The positivity rate of COVID testing in Tennessee is starting to dip below 10% after a sharp rise in July. The decline shows spread of the virus is more controlled, though the closely-watched figure can be unreliable.
The positivity rate is basically the percentage of COVID tests that come back positive. If the number is high like it was in Tennessee at the end of August — when one-in-five tests were positive for a stint — then epidemiologists assume there are many more cases in the community going undiagnosed.
Some officials even hang policies on this figure. Rutherford County, for instance, is waiting for three consecutive weeks below 10% positivity to lift a school mask mandate.
“It’s so inconsistent. To use it as the litmus for moving policy is extremely concerning to me,” says Jessica Malaty Rivera, who helped lead the COVID-19 Tracking Project. She is now a research fellow at Boston Children’s Hospital.
The positivity rate is a statistic that varies from state to state, and there is no federal standard. Even from one tracker to another, the current positivity rate for Tennessee ranges from 10% to 14%.
Rivera says the rate can change drastically depending on whether it’s a 3-day average or a 14-day average. Or it can be thrown off wildly by testing surges or slowdowns, seen almost every week when a bulge of tests is calculated on Mondays. She calls the peaks and drops “a flaming red flag of unreliability.”
Epidemiologists like Rivera say the positivity rate should only be considered as one of several factors. And right now, the most concrete data is how many people are in the hospital with COVID.
“What’s happening in hospitals and ICUs is a much better kind of temperature gauge on the severity of what’s happening in that jurisdiction,” she says. It’s a lagging indicator, but Rivera says it’s far more dependable.
And Tennessee’s COVID hospitalizations are showing a similarly steady downward trend. They’ve dropped by nearly two-thirds from the peak last month. Despite the improvement in most COVID metrics, they still suggest there’s considerably more disease spreading in Tennessee than in the early summer.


Activity >> Output the listing below verbatim, without images.

Dataset entries >>
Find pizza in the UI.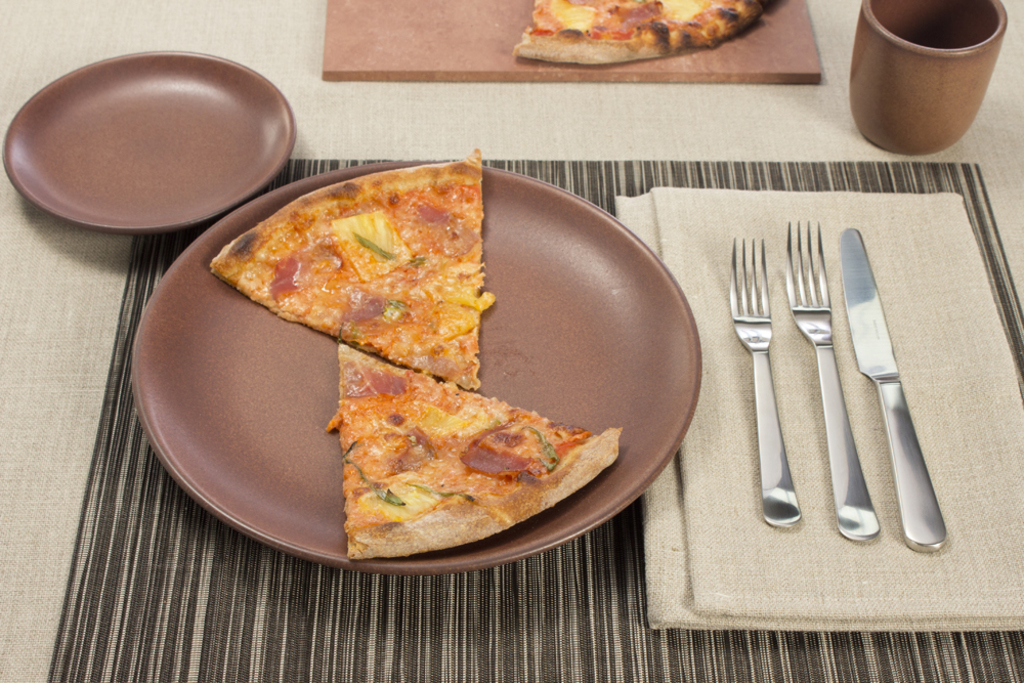
UI element at select_region(307, 377, 615, 541).
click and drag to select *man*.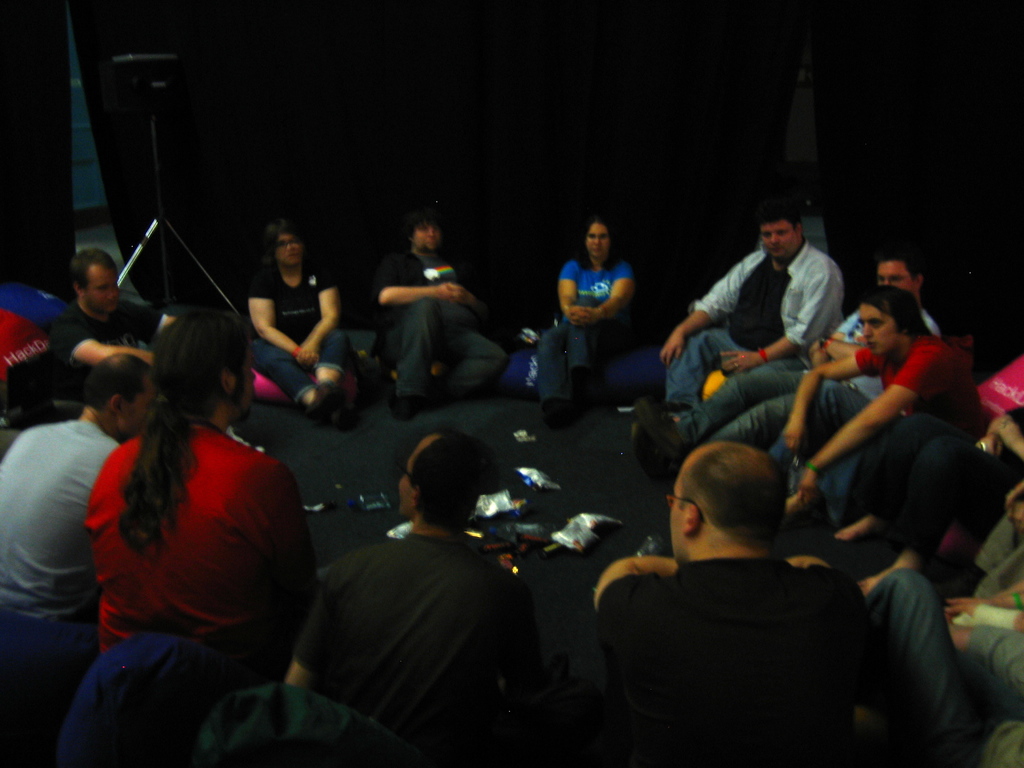
Selection: {"x1": 765, "y1": 288, "x2": 980, "y2": 541}.
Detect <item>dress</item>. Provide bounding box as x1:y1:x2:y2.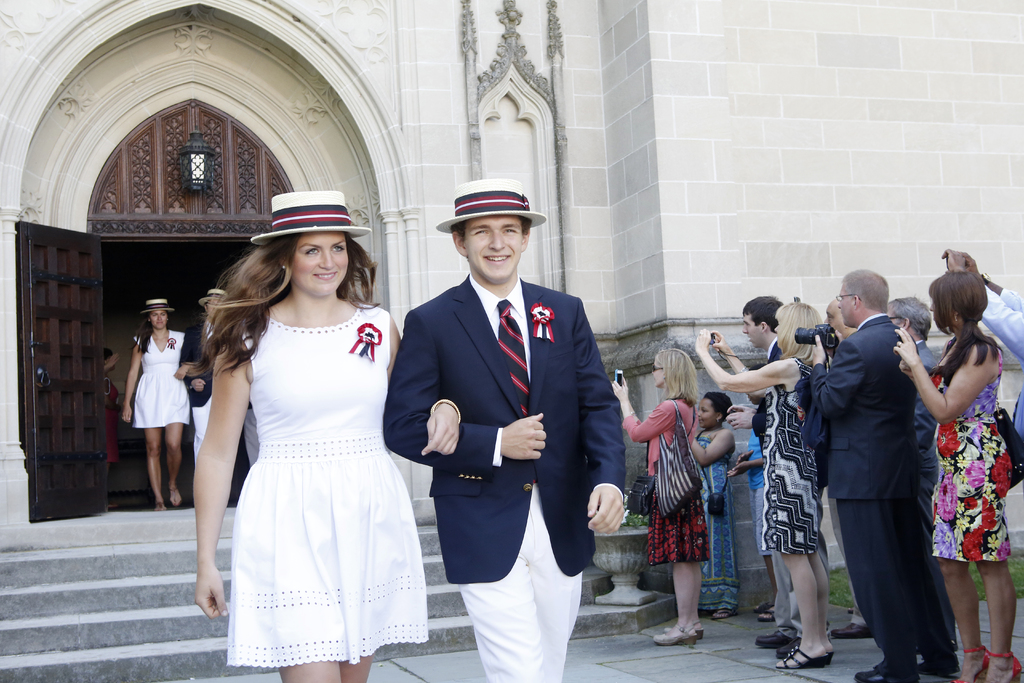
184:256:438:655.
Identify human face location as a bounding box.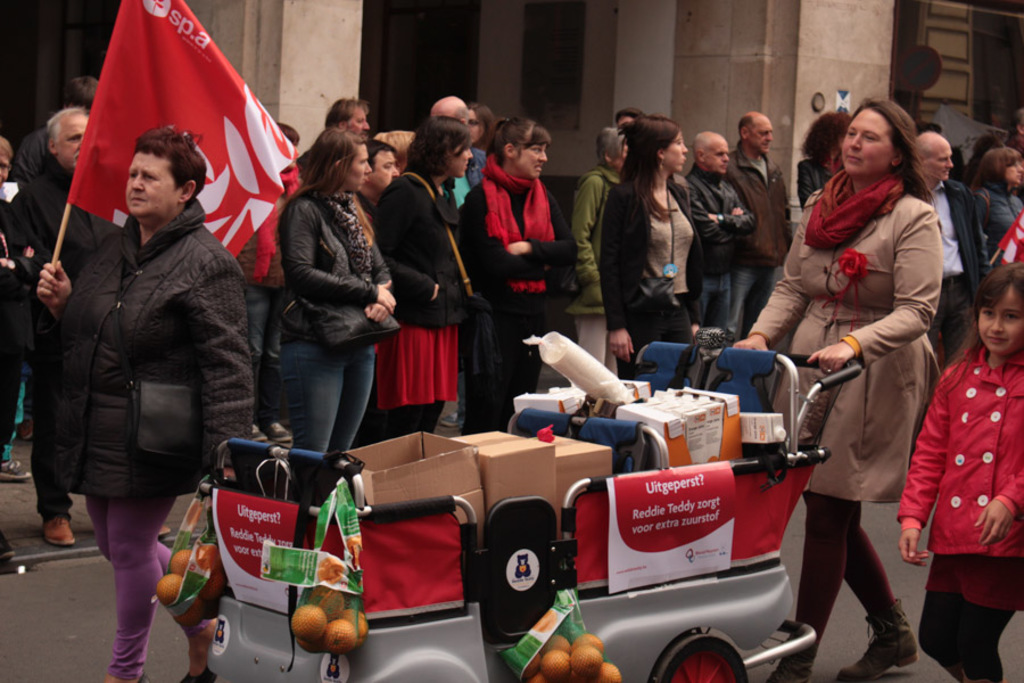
bbox(126, 155, 177, 216).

Solution to the problem >>
Find pizza in the UI.
UI element at select_region(307, 377, 615, 541).
click and drag to select *man*.
Selection: {"x1": 765, "y1": 288, "x2": 980, "y2": 541}.
Detect <item>dress</item>. Provide bounding box as x1:y1:x2:y2.
184:256:438:655.
Identify human face location as a bounding box.
bbox(126, 155, 177, 216).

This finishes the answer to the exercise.